The 25 percent target in the other option was smaller than it should have been, the report said, and was obtained only after scientists were given the number and told to find ways to justify it.
Tinsley’s report said EPA staff discussed various scenarios to justify the "predetermined target."
"They didn’t want to outperform their Clear Skies legislation," said John Walke, clean-air director for the Natural Resources Defense Council, an environmental advocacy group. He argued that the flat reduction approach was deliberately designed to look worse than the cap-and-trade solution. If the flat reduction seemed "better than Clear Skies, the public would see it was being shortchanged by a decade."
In a back-and-forth rebuttal at the end of the report, the EPA’s assistant administrator for air and radiation, Jeffrey R. Holmstead, disagreed sharply with Tinsley’s conclusions, and described her report as inaccurate and flawed.
"The report characterizes the process as incomplete before it is even finished," said Bergman, the spokeswoman.
Bergman did not dispute that administrators settled early on the 34-ton mercury limit, but she said the target had been chosen after considerable work had been expended by the agency in developing the Clear Skies initiative.
"It’s not biased," Bergman said. "It factors in the status of mercury control technologies, what works for specific coal types, and we don’t want to trigger massive fuel switching. The Clean Air Act allows us to consider those things."
Scott H. Segal, a spokesman at the Electric Reliability Coordinating Council, said that more ambitious targets would have prompted power plants to switch from coal to natural gas, "which is pretty hard on the elderly and those living on fixed incomes."
"This report from the IG is another in a long line of reports that office has done that go well beyond the expertise of the office in either legal or policymaking areas," he said.

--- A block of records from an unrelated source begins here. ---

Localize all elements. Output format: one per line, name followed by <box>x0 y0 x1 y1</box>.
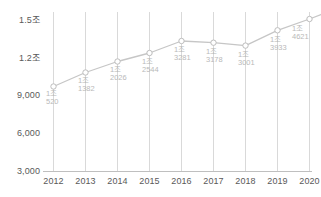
data-label-2020-number: 4621 <box>292 33 309 41</box>
data-label-2019: 1조 3933 <box>270 36 287 52</box>
xtick-label-2016: 2016 <box>171 176 191 186</box>
data-label-2018-number: 3001 <box>238 59 255 67</box>
data-point-2018 <box>243 43 248 48</box>
xtick-label-2013: 2013 <box>75 176 95 186</box>
data-point-2017 <box>211 40 216 45</box>
data-point-2013 <box>83 70 88 75</box>
ytick-label-4: 3,000 <box>4 166 40 176</box>
data-label-2015-number: 2544 <box>142 66 159 74</box>
data-point-2016 <box>179 38 184 43</box>
data-label-2014-number: 2026 <box>110 74 127 82</box>
data-label-2017-number: 3178 <box>206 56 223 64</box>
xtick-label-2017: 2017 <box>203 176 223 186</box>
ytick-label-1: 1.2조 <box>8 51 40 64</box>
data-label-2018: 1조 3001 <box>238 51 255 67</box>
ytick-label-0: 1.5조 <box>8 13 40 26</box>
data-label-2013-number: 1382 <box>78 85 95 93</box>
ytick-label-3: 6,000 <box>4 128 40 138</box>
data-label-2013: 1조 1382 <box>78 77 95 93</box>
line-chart: 1.5조 1.2조 9,000 6,000 3,000 2012 2013 20… <box>0 0 321 197</box>
data-label-2016-number: 3281 <box>174 54 191 62</box>
data-point-2019 <box>275 28 280 33</box>
xtick-label-2014: 2014 <box>107 176 127 186</box>
data-label-2019-number: 3933 <box>270 44 287 52</box>
data-label-2012: 1조 520 <box>46 90 59 106</box>
xtick-label-2015: 2015 <box>139 176 159 186</box>
xtick-label-2020: 2020 <box>299 176 319 186</box>
data-label-2016: 1조 3281 <box>174 46 191 62</box>
data-label-2015: 1조 2544 <box>142 58 159 74</box>
data-label-2017: 1조 3178 <box>206 48 223 64</box>
data-label-2020: 1조 4621 <box>292 25 309 41</box>
data-point-2015 <box>147 50 152 55</box>
xtick-label-2012: 2012 <box>43 176 63 186</box>
data-point-2020 <box>307 16 312 21</box>
data-label-2014: 1조 2026 <box>110 66 127 82</box>
xtick-label-2019: 2019 <box>267 176 287 186</box>
data-point-2014 <box>115 59 120 64</box>
xtick-label-2018: 2018 <box>235 176 255 186</box>
ytick-label-2: 9,000 <box>4 90 40 100</box>
data-label-2012-number: 520 <box>46 98 59 106</box>
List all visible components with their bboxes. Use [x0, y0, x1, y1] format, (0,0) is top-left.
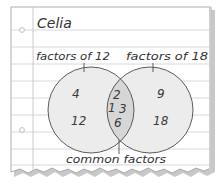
- left-only-value: 12: [71, 114, 86, 128]
- common-value: 2: [113, 88, 121, 102]
- common-value: 1: [108, 101, 116, 115]
- common-value: 3: [119, 102, 127, 116]
- notebook-page: Celia factors of 12 factors of 18 4 12 9…: [0, 0, 216, 182]
- common-value: 6: [114, 116, 122, 130]
- right-only-value: 18: [153, 114, 169, 128]
- intersection-label: common factors: [66, 153, 166, 166]
- student-name: Celia: [37, 15, 72, 31]
- punch-hole-bottom: [20, 128, 25, 133]
- left-only-value: 4: [72, 87, 80, 101]
- right-set-label: factors of 18: [126, 50, 208, 63]
- punch-hole-top: [20, 28, 25, 33]
- left-set-label: factors of 12: [36, 50, 110, 63]
- right-only-value: 9: [157, 87, 165, 101]
- paper-right-shadow: [209, 7, 212, 170]
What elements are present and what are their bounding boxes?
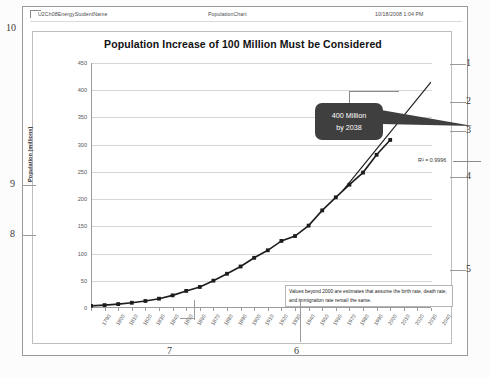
x-axis-tick-label: 1990: [373, 313, 384, 326]
x-axis-tick-mark: [336, 308, 337, 311]
series-line: [91, 140, 390, 306]
x-axis-tick-label: 1910: [264, 313, 275, 326]
x-axis-tick-mark: [159, 308, 160, 311]
rsquared-leader-line: [453, 161, 481, 162]
callout-line-2: by 2038: [315, 122, 383, 133]
y-axis-tick-label: 250: [63, 169, 87, 175]
x-axis-tick-label: 1970: [345, 313, 356, 326]
x-axis-tick-label: 1800: [114, 313, 125, 326]
annotation-leader-line: [194, 300, 195, 320]
data-point-marker: [198, 285, 202, 289]
chart-object[interactable]: Population Increase of 100 Million Must …: [32, 31, 452, 344]
x-axis-tick-mark: [145, 308, 146, 311]
header-left-text: U2Ch08EnergyStudentName: [38, 11, 108, 17]
y-axis-tick-label: 400: [63, 87, 87, 93]
annotation-number-6[interactable]: 6: [294, 345, 299, 356]
callout-bubble[interactable]: 400 Million by 2038: [315, 103, 383, 140]
chart-title: Population Increase of 100 Million Must …: [33, 38, 453, 50]
callout-leader-horizontal: [349, 91, 399, 92]
annotation-number-1[interactable]: 1: [466, 57, 471, 68]
x-axis-tick-label: 1980: [359, 313, 370, 326]
data-point-marker: [103, 303, 107, 307]
y-axis-title: Population (millions): [27, 127, 33, 182]
x-axis-tick-label: 2040: [441, 313, 452, 326]
annotation-leader-line: [450, 131, 466, 132]
y-axis-tick-label: 350: [63, 114, 87, 120]
data-point-marker: [157, 297, 161, 301]
data-point-marker: [375, 153, 379, 157]
data-point-marker: [212, 279, 216, 283]
data-point-marker: [320, 208, 324, 212]
header-center-text: PopulationChart: [208, 11, 247, 17]
data-point-marker: [239, 265, 243, 269]
x-axis-tick-mark: [213, 308, 214, 311]
y-axis-tick-label: 50: [63, 278, 87, 284]
x-axis-tick-mark: [227, 308, 228, 311]
y-axis-tick-label: 200: [63, 196, 87, 202]
y-axis-tick-label: 100: [63, 251, 87, 257]
x-axis-tick-label: 1880: [223, 313, 234, 326]
document-header: U2Ch08EnergyStudentName PopulationChart …: [30, 11, 462, 23]
callout-pointer: [381, 110, 476, 132]
data-point-marker: [361, 171, 365, 175]
x-axis-tick-label: 1920: [277, 313, 288, 326]
x-axis-tick-label: 1820: [141, 313, 152, 326]
annotation-number-7[interactable]: 7: [167, 345, 172, 356]
x-axis-tick-mark: [431, 308, 432, 311]
x-axis-tick-label: 1830: [155, 313, 166, 326]
x-axis-tick-mark: [173, 308, 174, 311]
x-axis-tick-label: 2010: [400, 313, 411, 326]
x-axis-tick-mark: [417, 308, 418, 311]
x-axis-tick-label: 1850: [182, 313, 193, 326]
x-axis-tick-mark: [118, 308, 119, 311]
data-point-marker: [307, 224, 311, 228]
x-axis-tick-mark: [349, 308, 350, 311]
x-axis-tick-label: 1940: [305, 313, 316, 326]
x-axis-tick-mark: [390, 308, 391, 311]
document-page: U2Ch08EnergyStudentName PopulationChart …: [0, 0, 490, 378]
x-axis-tick-mark: [254, 308, 255, 311]
x-axis-tick-label: 1840: [169, 313, 180, 326]
annotation-leader-line: [180, 318, 194, 319]
annotation-number-8[interactable]: 8: [10, 228, 15, 239]
x-axis-tick-label: 1810: [128, 313, 139, 326]
note-text-box[interactable]: Values beyond 2000 are estimates that as…: [285, 285, 453, 307]
annotation-leader-line: [450, 64, 466, 65]
y-axis-tick-label: 300: [63, 142, 87, 148]
x-axis-tick-label: 2030: [427, 313, 438, 326]
data-point-marker: [266, 248, 270, 252]
data-point-marker: [225, 272, 229, 276]
x-axis-tick-label: 1790: [101, 313, 112, 326]
y-axis-tick-label: 150: [63, 223, 87, 229]
data-point-marker: [144, 299, 148, 303]
x-axis-tick-label: 1900: [250, 313, 261, 326]
annotation-leader-line: [450, 177, 466, 178]
annotation-number-4[interactable]: 4: [466, 170, 471, 181]
annotation-leader-line: [22, 235, 36, 236]
annotation-leader-line: [450, 102, 466, 103]
y-axis-tick-label: 450: [63, 60, 87, 66]
annotation-number-5[interactable]: 5: [466, 263, 471, 274]
x-axis-tick-label: 1890: [237, 313, 248, 326]
y-axis-tick-group: 450400350300250200150100500: [63, 63, 87, 313]
data-point-marker: [280, 239, 284, 243]
annotation-number-10[interactable]: 10: [6, 22, 16, 33]
data-point-marker: [252, 256, 256, 260]
x-axis-tick-label: 2020: [413, 313, 424, 326]
data-series-layer: [91, 63, 431, 308]
x-axis-tick-label: 1950: [318, 313, 329, 326]
x-axis-tick-mark: [241, 308, 242, 311]
x-axis-tick-mark: [281, 308, 282, 311]
data-point-marker: [116, 302, 120, 306]
data-point-marker: [334, 195, 338, 199]
x-axis-tick-mark: [132, 308, 133, 311]
header-divider: [30, 21, 462, 22]
annotation-number-3[interactable]: 3: [466, 124, 471, 135]
x-axis-tick-group: 1790180018101820183018401850186018701880…: [91, 308, 431, 348]
annotation-number-9[interactable]: 9: [10, 178, 15, 189]
data-point-marker: [388, 138, 392, 142]
x-axis-tick-mark: [377, 308, 378, 311]
x-axis-tick-label: 2000: [386, 313, 397, 326]
annotation-number-2[interactable]: 2: [466, 95, 471, 106]
annotation-leader-line: [22, 185, 36, 186]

Environmentalists, EPA officials and industry scientists agreed that in the short run, the best way for Americans to protect their health is to follow safety guidelines issued last year that call for reduced consumption of fish known to have high mercury levels. Women of childbearing age in particular should avoid shark, swordfish, king mackerel and tilefish, as well as larger tuna species such as albacore, health authorities said.